Earlier this week we left Eastern Europe to visit friends in Saarbrucken, Germany. According to the thermometer it’s warmer here than Bulgaria but quite frankly, I think the thermometers are lying.
We flew into Paris Beauvais, two hours late thanks to delays thanks to all the snow and freezing temperatures in Sofia – they actually had to spray the outside of our plane with an antifreeze style reagent. Something we’d never seen before!
Arriving at Beauvais we started searching for the hire car rental desk we’d booked ahead with. Since we were already two hours late and still had five hours of driving ahead of us, we were half afraid that the hire desk would be hidden out in the middle of a giant carpark like one would find at Seattle Airport parking and it would take us another two hours to find.
Thankfully Beauvais is a small airport so we found it quickly and were in our snow/ice covered car within 20 minutes of landing waiting waiting waiting for the heating to start working.
France was warmer than Bulgaria but it was still freezing.
Twenty minutes into the drive we realised that there was a good reason el-cheapo navigation app we’d bought was so much cheaper than all the others. After three wrong turns on freeways and ALOT of ‘debate’ about the quality of my navigation skills, including much swearing at the iPhone app and many helpful tips on how I could approve said skills that perhaps were not taken as well as they should have been we gave up and booked into a hotel.
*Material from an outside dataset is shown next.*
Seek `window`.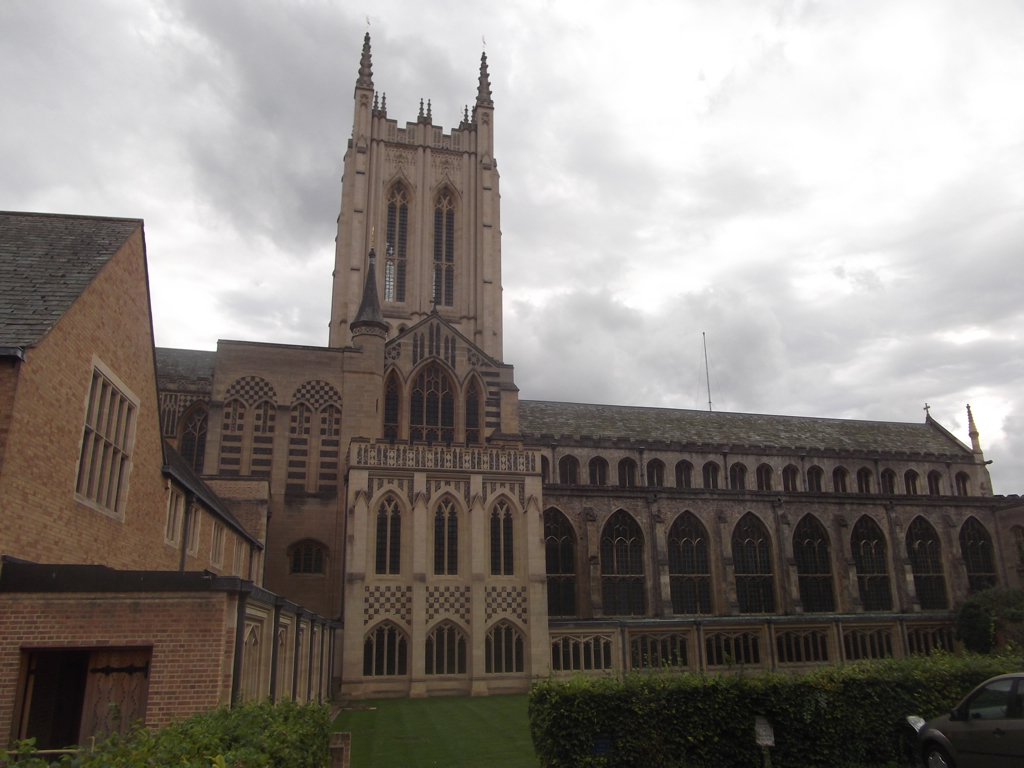
(left=364, top=616, right=416, bottom=680).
Germany would have to wait for tomorrow.
The next day, on the 450km drive to Germany we saw snow, some more snow (admittedly only a few centimeters on the ground rather than the meter upon meter we’ve seen in Bulgaria) and almost every body of water was frozen. Even most of the viaduc’s of France. Lakes, rivers, swamps. They weren’t just frozen. They were thick enough to skate on.
Once we reached Saarbrucken it felt even colder. Even going outside for five minutes wasn’t pleasant. But it was worth the trip to see friends that we hadn’t seen in over ten years and meet their children. We were meant to leave after a few days to visit other friends but had such a good time in Saarbrucken catching up we never made it any further into Germany.
We’re making the most of the cold … just for short periods of time!
Yesterday we ticked off another winter experience that you just can’t have in Australia … playing on a frozen lake. We thought it would just be a quick stop on the way to the zoo … but ended up there for several hours. Apart from the actual catching up with friends, this afternoon on the lake is our favourite memory from our week in western Europe.
The Photo Friday picture at the top is Hayley being spun around and around on the ice pretty much sums up the outing – several hours of giggling, spinning, sliding, exploring and a lot more laughter than tears from heads/knees/bottoms hitting the ice.